U.S. Redefines Afghan Success Before Conference
Leaders of the NATO nations will meet in Chicago on Sunday to set in motion the massive machinery necessary to wind down the war in Afghanistan.
But even as American officials prepare a list of benchmarks they can cite as achieved in the war effort — expect to hear much about strategic partnership agreements and assurances that the Afghan people have not been abandoned — they acknowledge privately that the bar has been significantly lowered on how success in Afghanistan is defined after 11 years of combat.
“Look, this is Afghanistan,” one administration official said in an interview. “Is it going to be Switzerland? No. But is good enough for Afghanistan? That’s where we need to get to.”
In fact, the phrase “Afghan good enough” has been making the rounds at the White House, State Department, the Pentagon and inside the many research organizations scattered around Washington. Gone is the much greater expectation that NATO will leave behind a cohesive central government with real influence beyond Kabul and a handful of other population centers. Gone is the assumption that Helmand Province, Kandahar, and the heavily contested south — where the bulk of the 2010 influx of troops was sent — will remain entirely in the control of the central government once that area is transferred to Afghanistan’s fledgling national security forces.
In previewing the meeting for reporters Thursday, President Obama’s national security adviser, Thomas E. Donilon, described a hoped-for outcome in Afghanistan that was far less ambitious than what American officials once envisioned.
“The goal is to have an Afghanistan again that has a degree of stability such that forces like Al Qaeda and associated groups cannot have safe haven unimpeded, which could threaten the region and threaten U.S. and other interests in the world,” Mr. Donilon said.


Task to carry out:
Without including any images, output the listing below exactly.

Given records:

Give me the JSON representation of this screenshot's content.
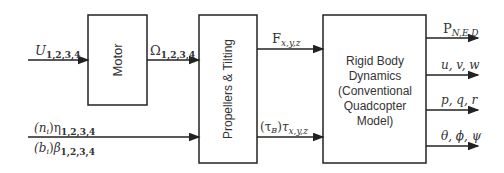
{
  "blocks": {
    "motor": "Motor",
    "propellers": "Propellers & Tilting",
    "rigid_body": [
      "Rigid Body",
      "Dynamics",
      "(Conventional",
      "Quadcopter",
      "Model)"
    ]
  },
  "inputs": {
    "u": {
      "main": "U",
      "sub": "1,2,3,4"
    },
    "eta": {
      "prefix": "(n",
      "prefix_sub": "i",
      "prefix_close": ")",
      "main": "η",
      "sub": "1,2,3,4"
    },
    "beta": {
      "prefix": "(b",
      "prefix_sub": "i",
      "prefix_close": ")",
      "main": "β",
      "sub": "1,2,3,4"
    }
  },
  "signals": {
    "omega": {
      "main": "Ω",
      "sub": "1,2,3,4"
    },
    "force": {
      "main": "F",
      "sub": "x,y,z"
    },
    "torque": {
      "prefix": "(τ",
      "prefix_sub": "B",
      "prefix_close": ")",
      "main": "τ",
      "sub": "x,y,z"
    }
  },
  "outputs": [
    {
      "main": "P",
      "sub": "N,E,D"
    },
    {
      "main": "u, v, w",
      "sub": ""
    },
    {
      "main": "p, q, r",
      "sub": ""
    },
    {
      "main": "θ, ϕ, ψ",
      "sub": ""
    }
  ],
  "colors": {
    "line": "#222222",
    "text": "#333333"
  }
}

Response area:
Give me the JSON representation of this screenshot's content.
{
  "blocks": {
    "motor": "Motor",
    "propellers": "Propellers & Tilting",
    "rigid_body": [
      "Rigid Body",
      "Dynamics",
      "(Conventional",
      "Quadcopter",
      "Model)"
    ]
  },
  "inputs": {
    "u": {
      "main": "U",
      "sub": "1,2,3,4"
    },
    "eta": {
      "prefix": "(n",
      "prefix_sub": "i",
      "prefix_close": ")",
      "main": "η",
      "sub": "1,2,3,4"
    },
    "beta": {
      "prefix": "(b",
      "prefix_sub": "i",
      "prefix_close": ")",
      "main": "β",
      "sub": "1,2,3,4"
    }
  },
  "signals": {
    "omega": {
      "main": "Ω",
      "sub": "1,2,3,4"
    },
    "force": {
      "main": "F",
      "sub": "x,y,z"
    },
    "torque": {
      "prefix": "(τ",
      "prefix_sub": "B",
      "prefix_close": ")",
      "main": "τ",
      "sub": "x,y,z"
    }
  },
  "outputs": [
    {
      "main": "P",
      "sub": "N,E,D"
    },
    {
      "main": "u, v, w",
      "sub": ""
    },
    {
      "main": "p, q, r",
      "sub": ""
    },
    {
      "main": "θ, ϕ, ψ",
      "sub": ""
    }
  ],
  "colors": {
    "line": "#222222",
    "text": "#333333"
  }
}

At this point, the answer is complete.